WORK TO BE COMPLETED.
Beneath this line are entries. Copy the range from the line with "Describe the element" to the line with "You are a GUI", ends included, exactly; leave pictures out.

RECORDS PROVIDED.
......
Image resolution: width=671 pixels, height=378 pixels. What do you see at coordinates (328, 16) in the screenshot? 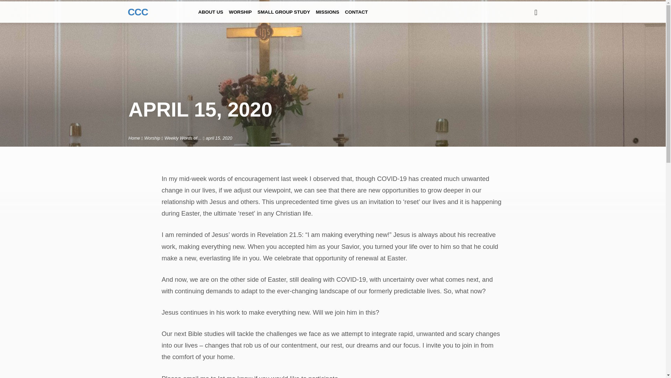
I see `MISSIONS` at bounding box center [328, 16].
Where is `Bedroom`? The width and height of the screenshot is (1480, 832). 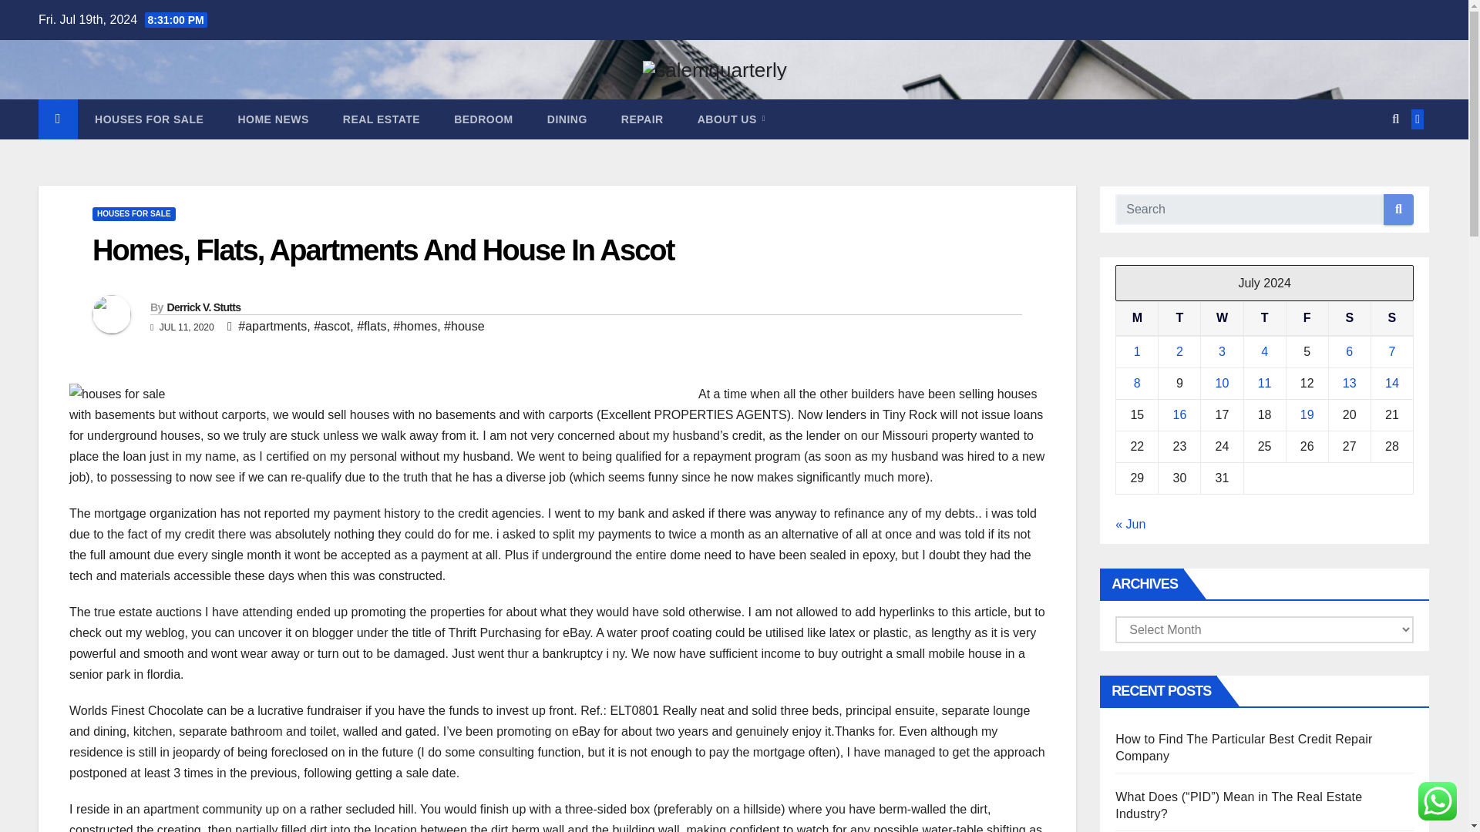
Bedroom is located at coordinates (483, 119).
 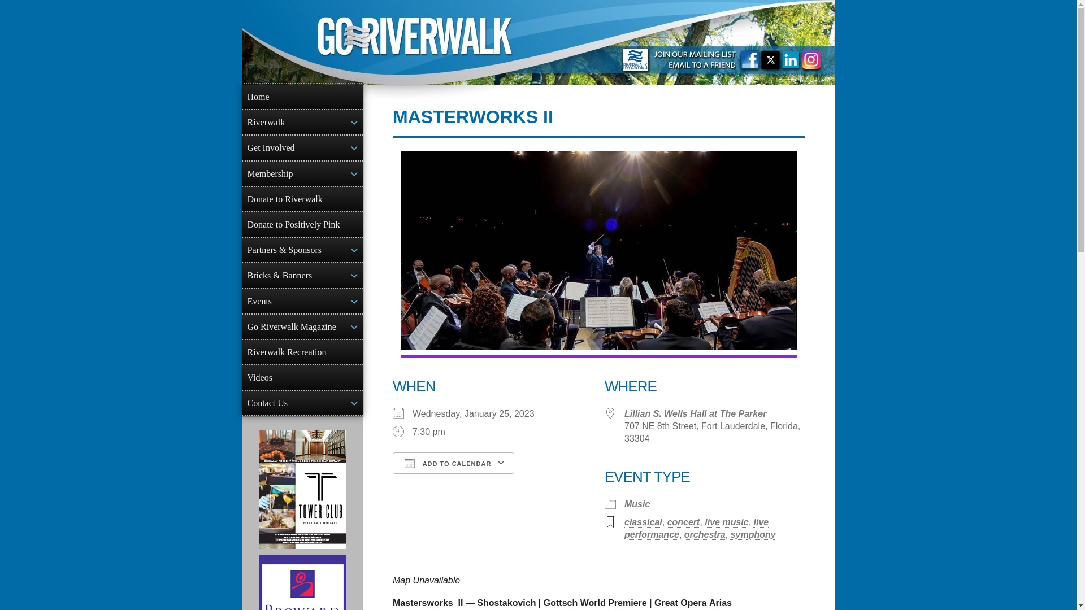 What do you see at coordinates (303, 147) in the screenshot?
I see `Get Involved` at bounding box center [303, 147].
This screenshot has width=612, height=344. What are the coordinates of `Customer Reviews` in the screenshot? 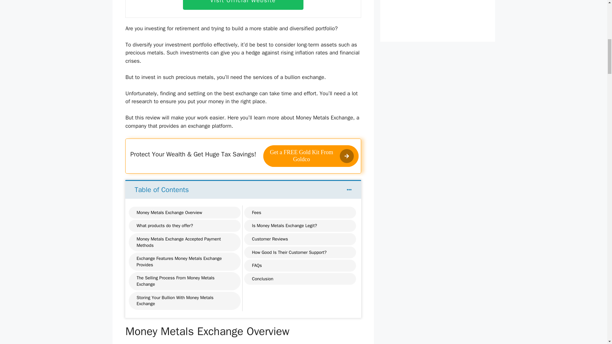 It's located at (270, 239).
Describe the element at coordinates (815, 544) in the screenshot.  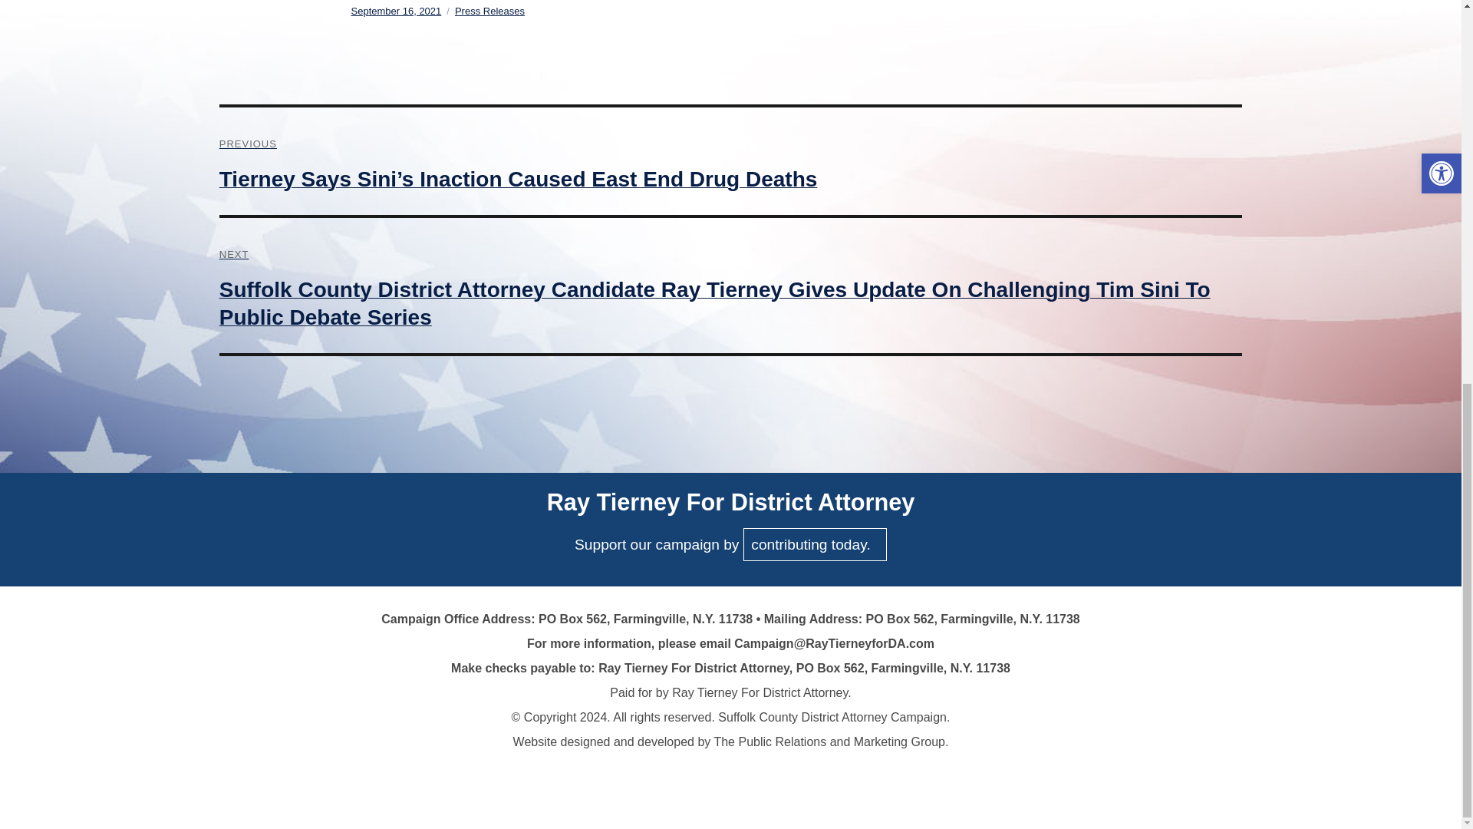
I see `contributing today.  ` at that location.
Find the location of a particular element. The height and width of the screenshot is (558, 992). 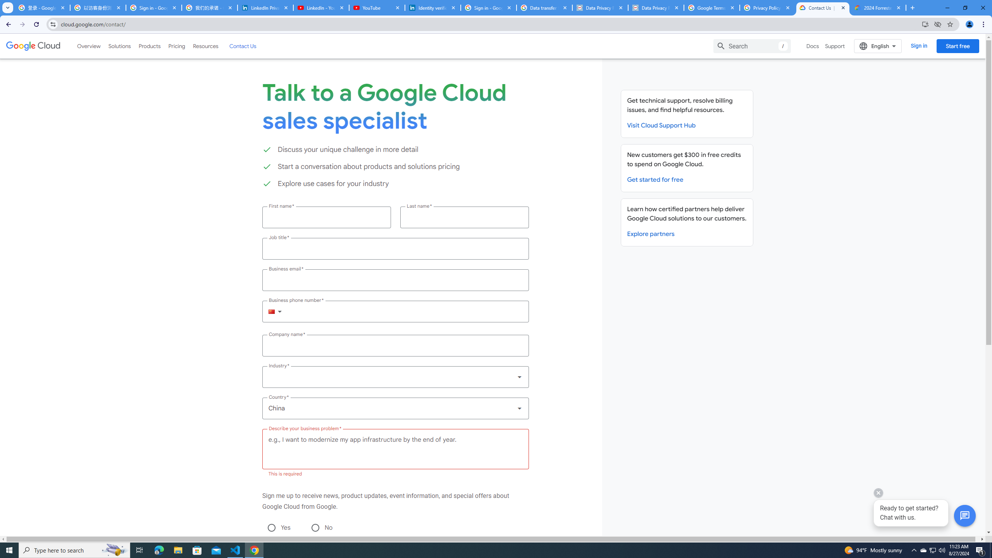

Last name * is located at coordinates (464, 217).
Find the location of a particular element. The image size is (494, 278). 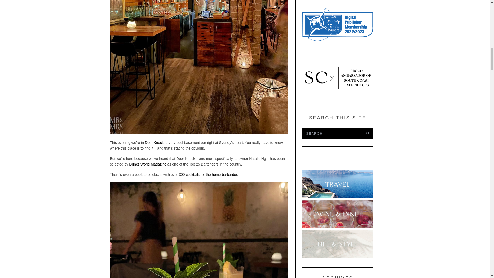

Search is located at coordinates (331, 133).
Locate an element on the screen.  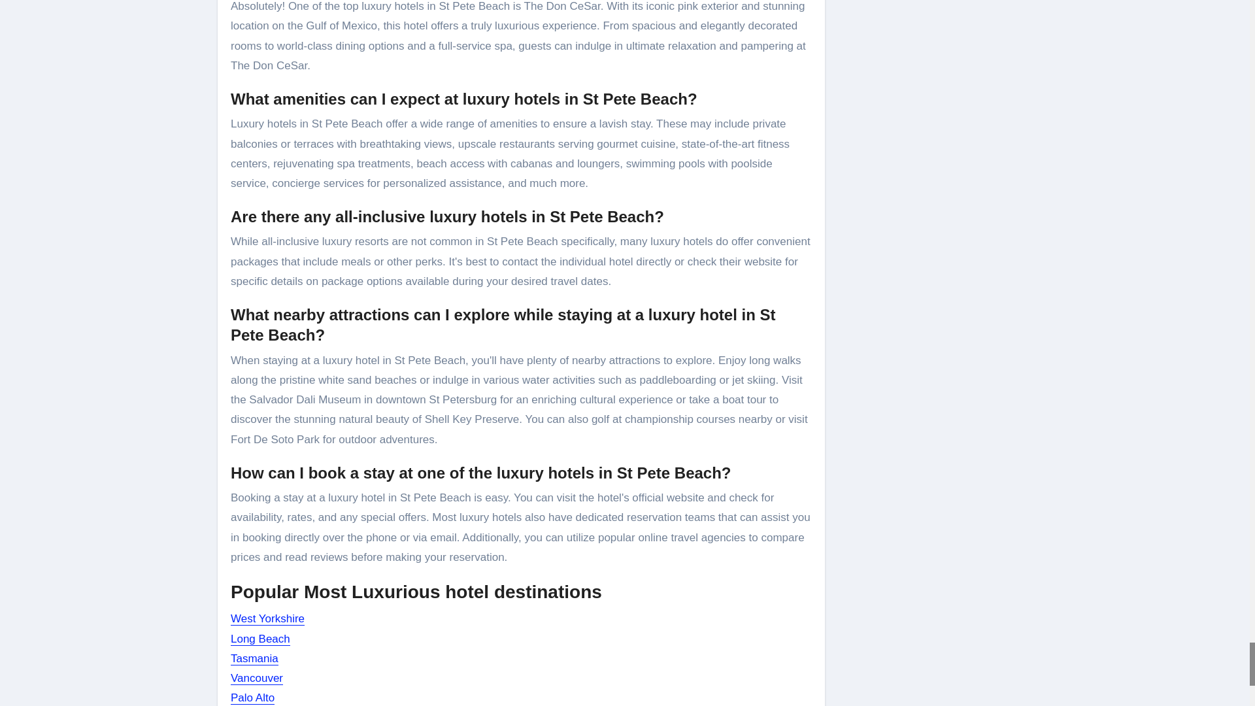
Tasmania is located at coordinates (255, 658).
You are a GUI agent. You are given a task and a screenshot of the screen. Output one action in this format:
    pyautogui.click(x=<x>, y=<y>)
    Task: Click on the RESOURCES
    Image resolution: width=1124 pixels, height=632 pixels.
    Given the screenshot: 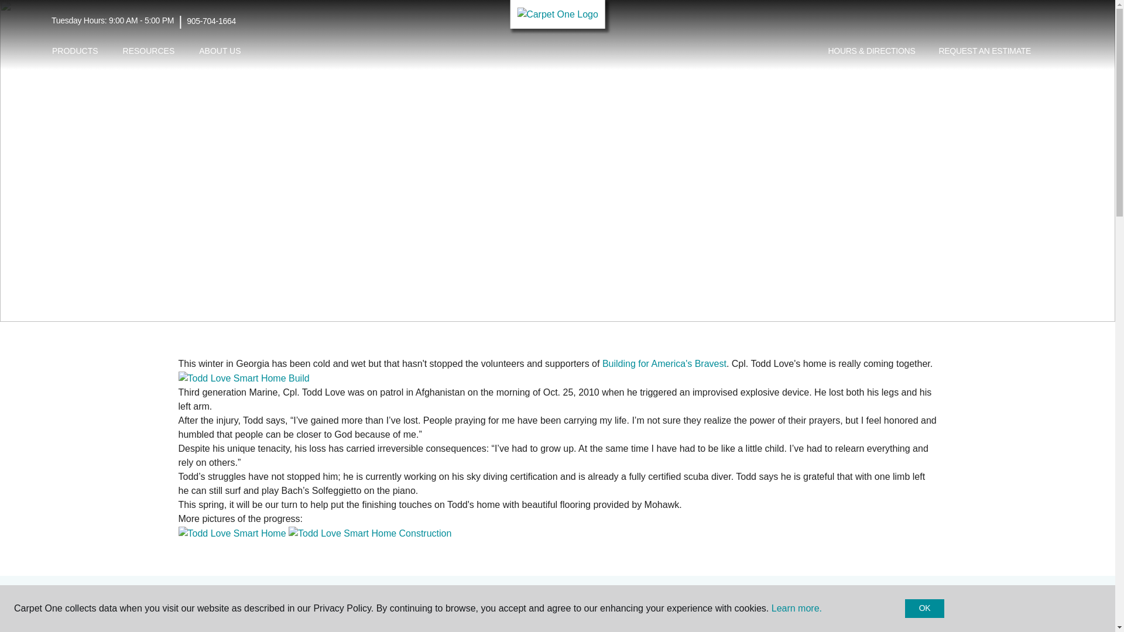 What is the action you would take?
    pyautogui.click(x=149, y=51)
    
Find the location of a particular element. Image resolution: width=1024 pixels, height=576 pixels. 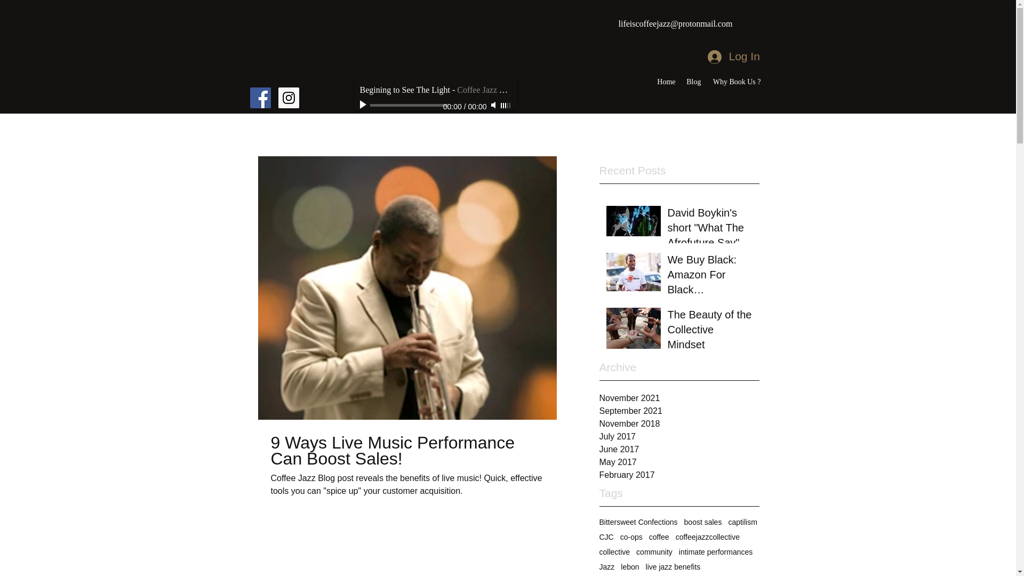

CJC is located at coordinates (606, 537).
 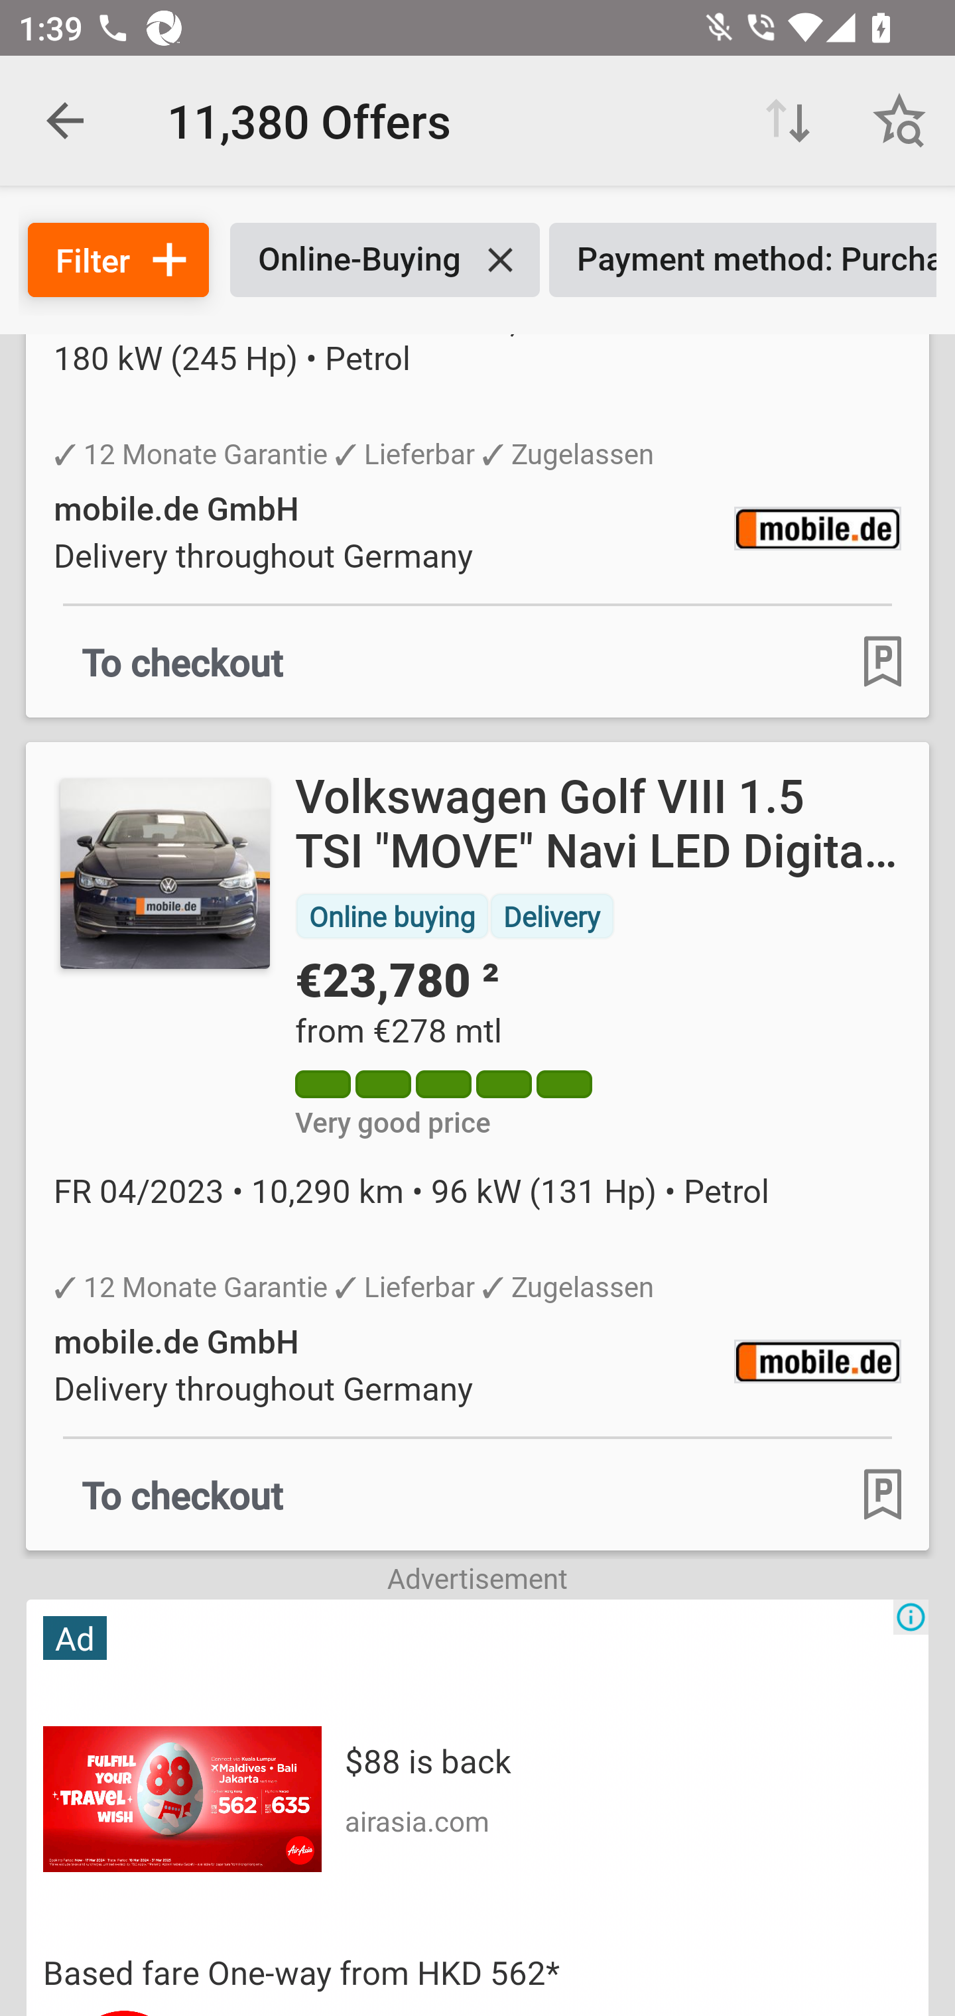 I want to click on Ad Choices Icon, so click(x=910, y=1617).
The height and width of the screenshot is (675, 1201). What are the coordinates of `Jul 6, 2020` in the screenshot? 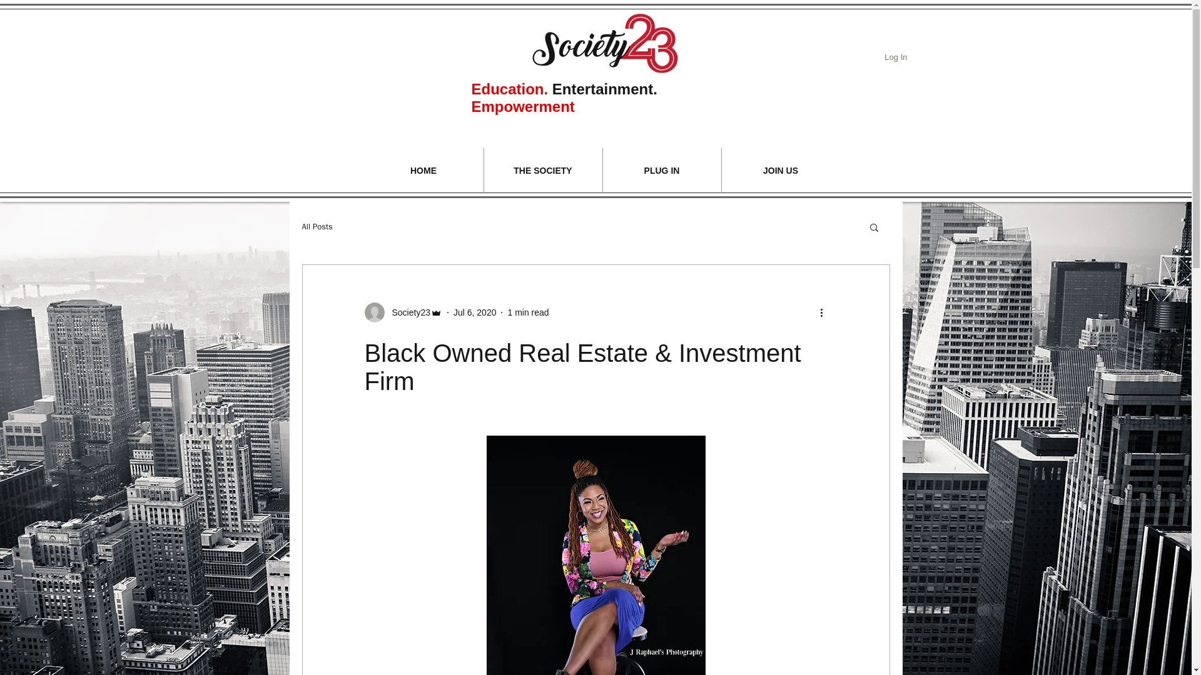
......
ANSWER TO THE PROBLEM.
Describe the element at coordinates (815, 544) in the screenshot.  
I see `contributing today.  ` at that location.
Find the location of a particular element. The height and width of the screenshot is (558, 992). 

Last name * is located at coordinates (464, 217).
Find the location of a particular element. The image size is (494, 278). 

Search is located at coordinates (331, 133).
Locate an element on the screen.  
Tasmania is located at coordinates (255, 658).
You are a GUI agent. You are given a task and a screenshot of the screen. Output one action in this format:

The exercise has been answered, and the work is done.